Of the micro-parties set to survive that far into the count, none has done quite as well as Australian Sports Party in harvesting the preferences of the others. That means Dropulich’s exclusion would result in the seat going to a party that did actually secure a serviceable share of the vote, namely the Palmer United Party.
The rub for Ludlam is that he was relying on Palmer preferences to get ahead of Pratt, who would then fall victim to a shockingly bad result for Labor in WA that would reduce the ALP to just one out of six Senate seats (as has been the case in South Australia, where Labor at least had the excuse of competing with the Nick Xenophon juggernaut).
The other development of late Senate counting to arouse excitement (as well as giving beleaguered election analysts a chance to enliven their copy with sexual innuendos) came last Tuesday when a switch in the projection for Tasmania gave the last seat to Robbie Swan of the Sex Party. That dislodged the third candidate on the Liberal ticket, Sally Chandler, who had herself overtaken the Palmer United Party’s Jacqui Lambie a week previously.
With only a trickle of votes left to come, we are unlikely to be seeing further changes in the ABC computer projections. However, the election result itself is a different matter, due to the unavoidable weakness of the Green model: its inability to take into account below-the-line votes.
Normally this isn’t a decisive factor, but this time the closeness of the counts at so many crucial points means tiny alterations can have a crucial bearing on the result — particularly in Tasmania, where the rate of below-the-line voting is over 10%.
Presently the AEC is engaged in the task of data entry on each below-the-line ballot paper, which in the case of Tasmania at least is approaching conclusion for a computerised preference distribution to be conducted tomorrow. Other states may have to wait until early next week.
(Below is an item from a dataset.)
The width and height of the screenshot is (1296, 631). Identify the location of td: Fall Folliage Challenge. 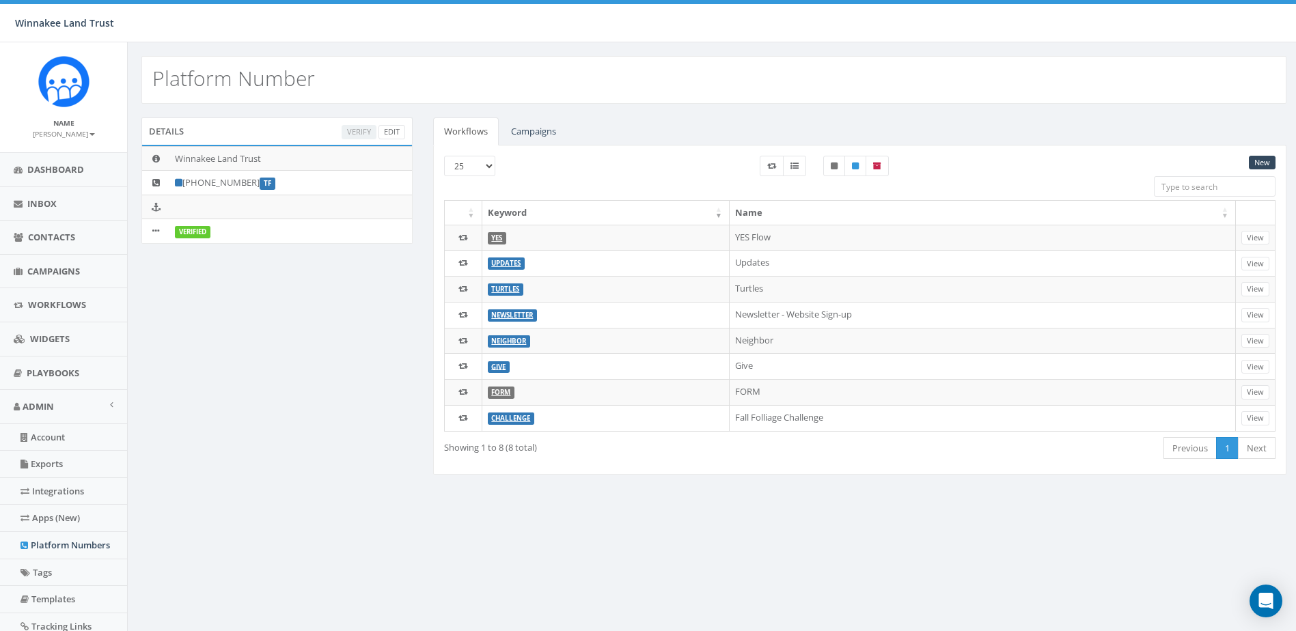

The table below gives a sense of the range of possibilities that the government will face when the new senators take their seats in the middle of next year, assuming WA and Tasmania to be the only results still up in the air. However, it should be observed that the blogger TruthSeeker, who has been offering the best publicly available modelling of potential outcomes, has kept open the possibility of a few other late surprises …
The least unlikely of these involves the Coalition failing to win a third seat in New South Wales, with Arthur Sinodinos most likely losing out to Shooters and Fishers (the election of the Liberal Democrats to one of the other five seats being a given). Other remote yet still conceivable possibilities are that the micro-party seat in WA will in fact go to the Liberal Democrats, or that No Carbon Tax Climate Sceptics win the seat more likely to go to Family First in South Australia, despite having polled only 0.11%.
To keep things manageable, the table leaves all that aside and considers two alternative outcomes in WA and three in Tasmania.